Solana co-founder Anatoly Yakovenko is a big fan of agentic coding


The rise of agentic coding tools has been a sea change for software engineers across the industry — but for Solana Labs CEO Anatoly Yakovenko, it seems to have landed particularly hard. Speaking at TechCrunch Disrupt, Yakovenko said he’s become increasingly comfortable taking a backseat in software development tasks.

“AI has been a great force multiplier for somebody who’s an expert,” said Yakovenko, describing his experience with agentic coding after more than fifteen years developing software. “Now I can just watch Claude churning through its thing and I can almost smell when it’s going off the rails.”

“If people are in a meeting with me and I’m not paying attention,” he continued, “it’s because I’m watching Claude.”

Co-founder of the Solana cryptocurrency protocol, Yakovenko has seen immense success this year, even as many cryptocurrencies have struggled. The system announced $2.85 billion in annual revenue earlier this month, fueled largely by crypto trading platforms. Even more impressive was the Solana coin’s first exchange-traded fund (or ETF), launched the day before Yakovenko took the stage. Launched by the crypto asset manager Bitwise, the fund saw nearly $70 million of inflows in a single day.

On stage, Yakovenko attributed the success to a growing acceptance of crypto, especially from the conventional finance industry. “If you are a back-office finance person, you actually get crypto much much faster,” Yakovenko said. “Finance people deal with settlement risk all the time. They deal with banking risk all the time.”

Over the same period, cryptocurrency has drawn significant new criticism for enabling public bribery, particularly in connection with the Solana-hosted Trumpcoin.
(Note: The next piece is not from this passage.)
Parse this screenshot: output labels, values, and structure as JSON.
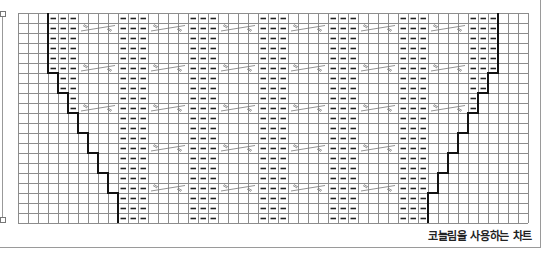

The coin has directed an estimated $350 million to the president, which critics see as a form of bribery — particularly in the wake of Trump’s high-profile pardons for Tron founder Justin Sun and Binance founder Changpeng Zhao.

But as long as Solana is an open protocol, Yakovenko has little control over the coins it hosts. “I could send you an email with a link to Trumpcoin or Fartcoin,” Yakovenko explained on stage, “and both of those are protocols, both the email and the underlying protocol that creates that market.”